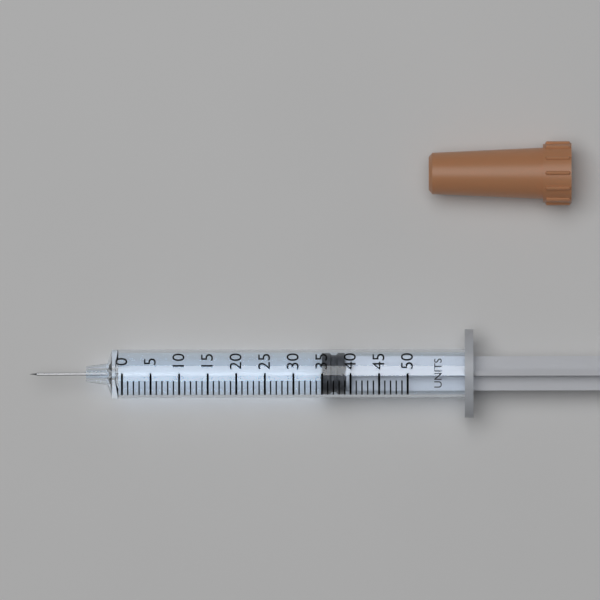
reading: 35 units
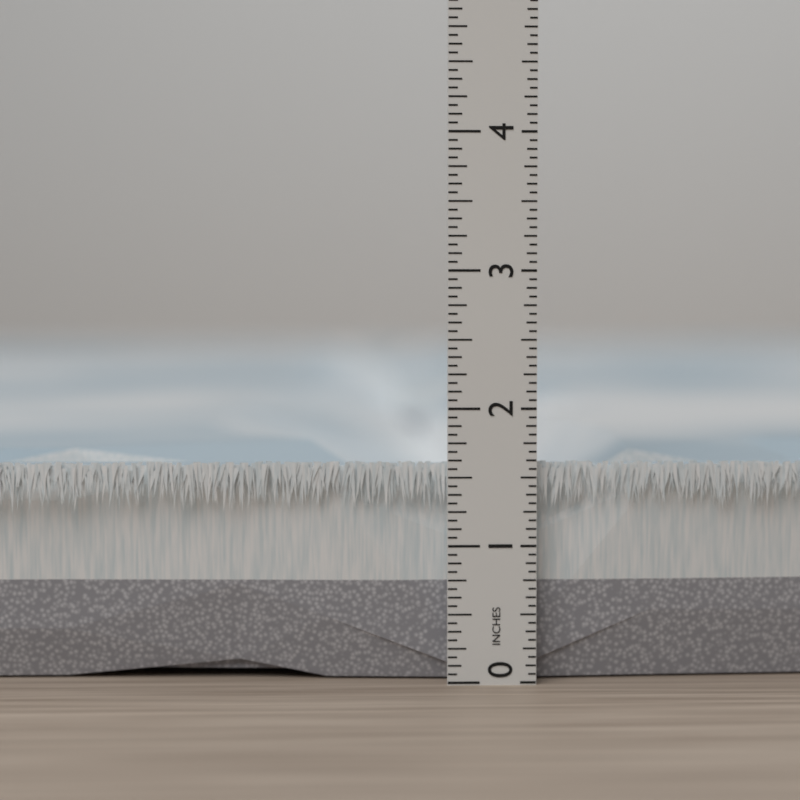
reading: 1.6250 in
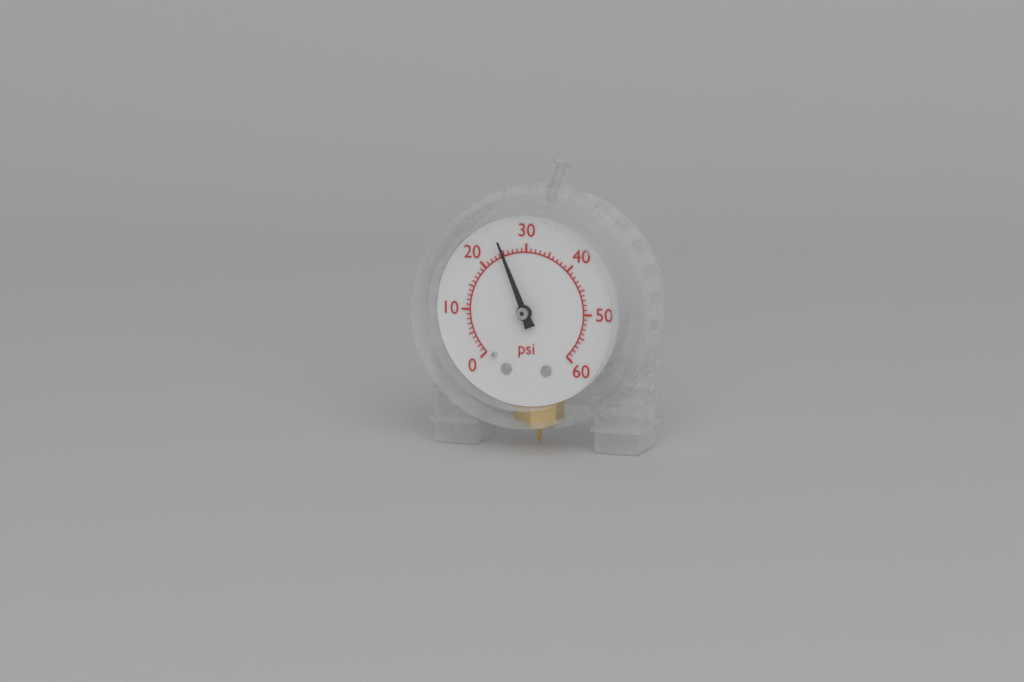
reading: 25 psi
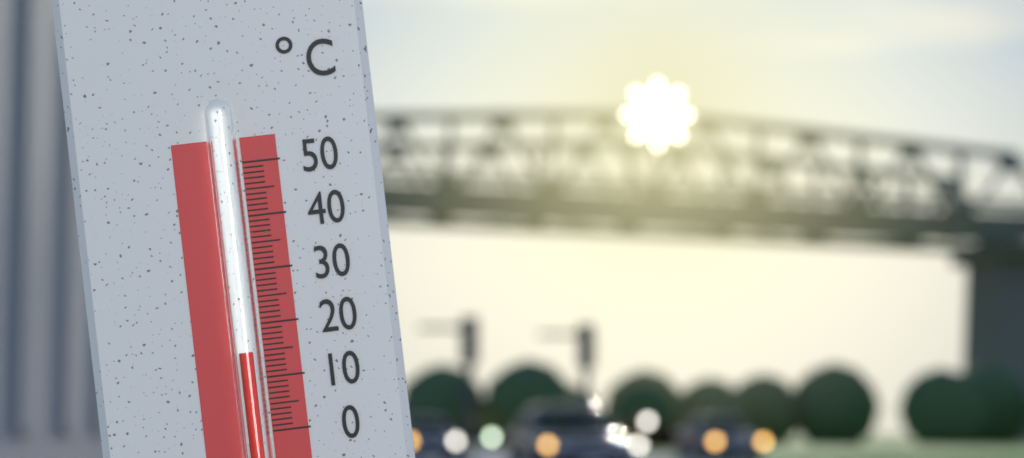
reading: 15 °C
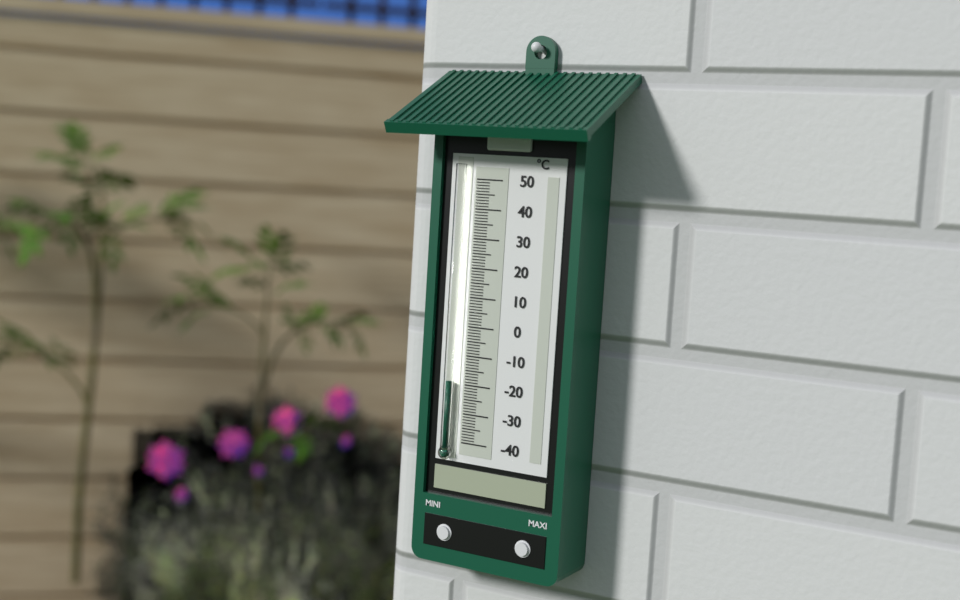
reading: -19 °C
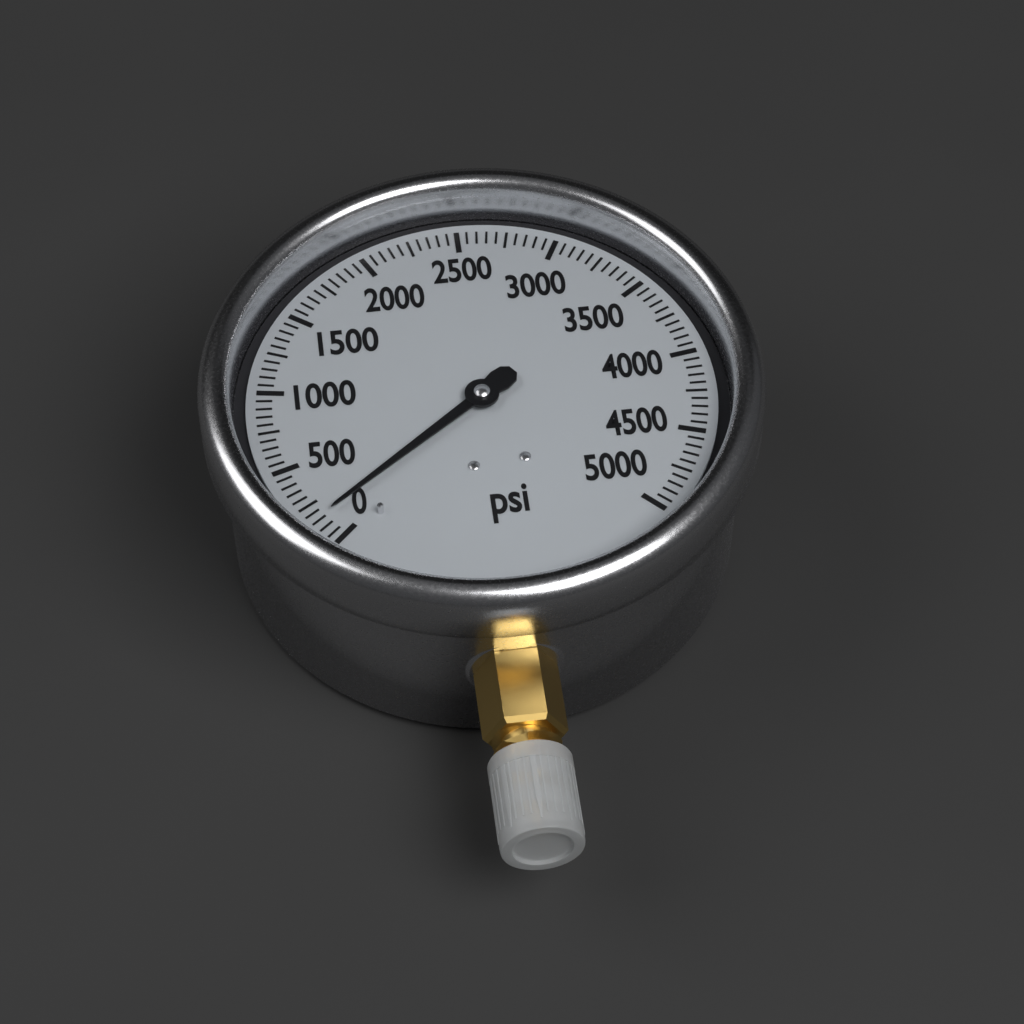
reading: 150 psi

* * *

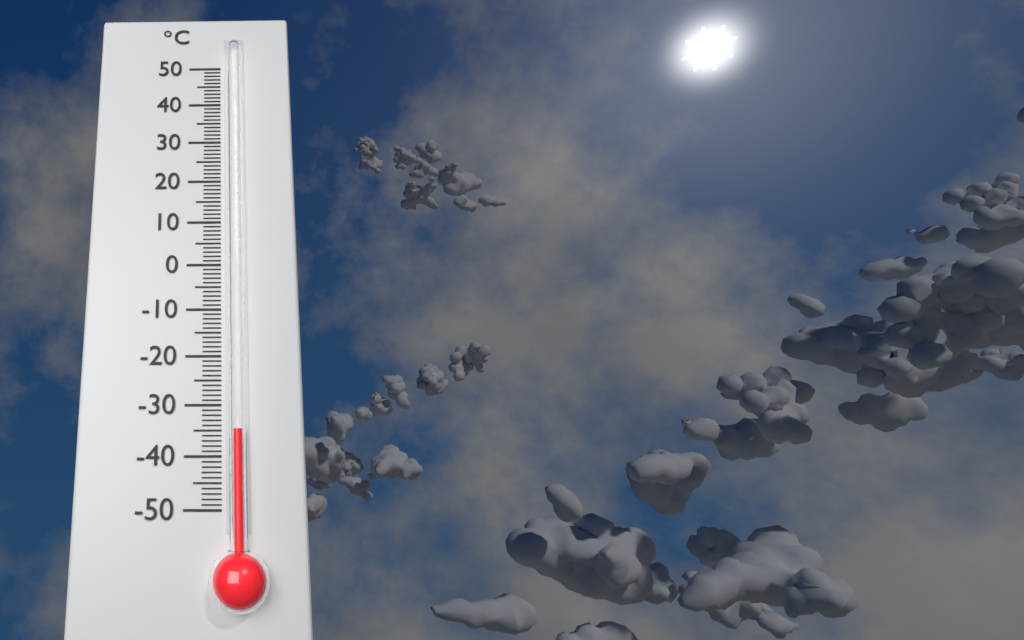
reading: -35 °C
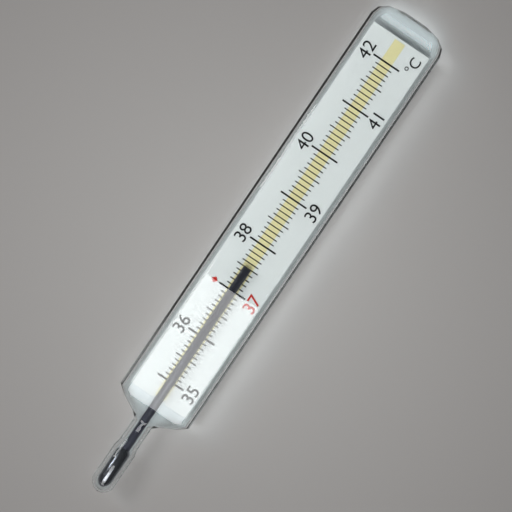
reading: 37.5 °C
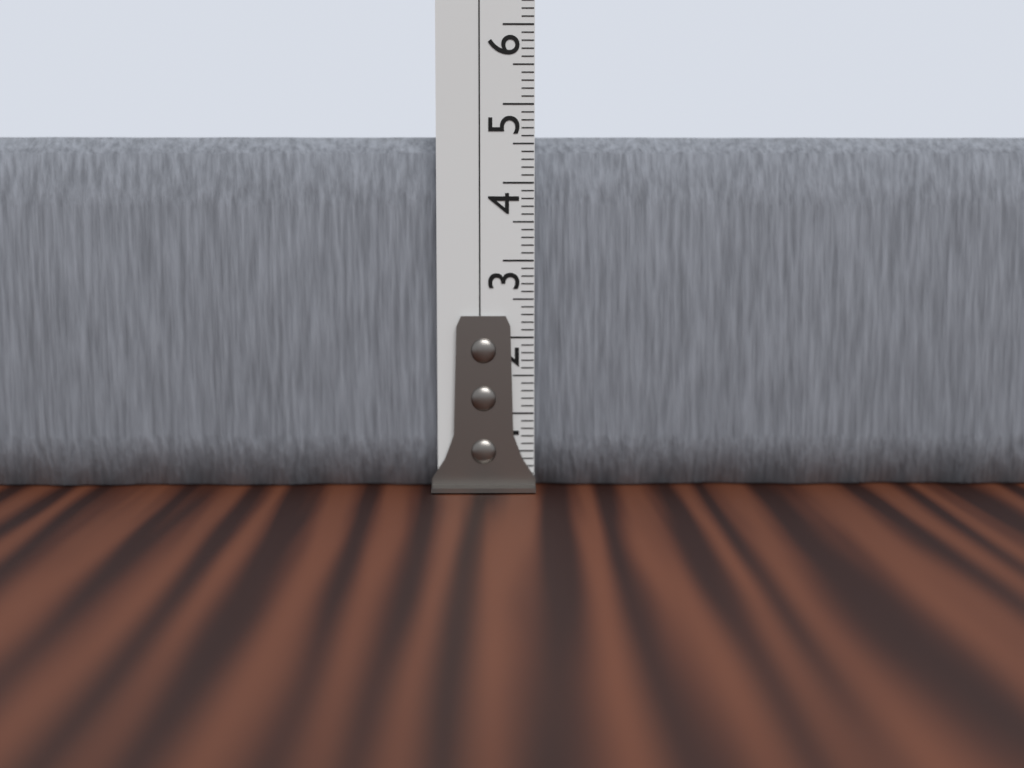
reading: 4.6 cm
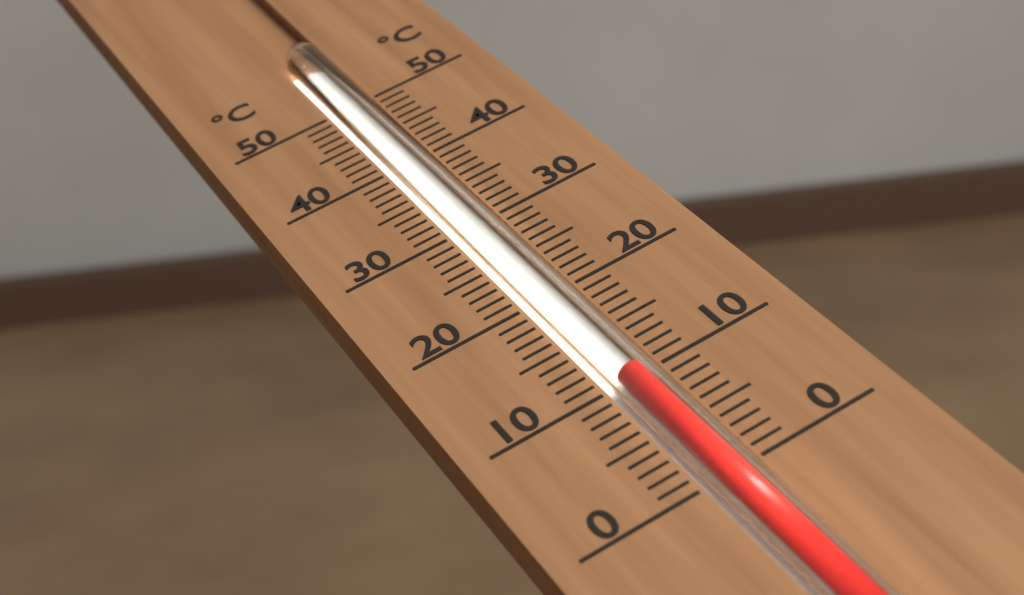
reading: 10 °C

• What you need to do
Give back, exactly and without pictures, the stretch of the records above from the line containing "reading: 35 units" through the line containing "reading: 150 psi", with both end lines included.

• Result
reading: 35 units
reading: 1.6250 in
reading: 25 psi
reading: 15 °C
reading: -19 °C
reading: 150 psi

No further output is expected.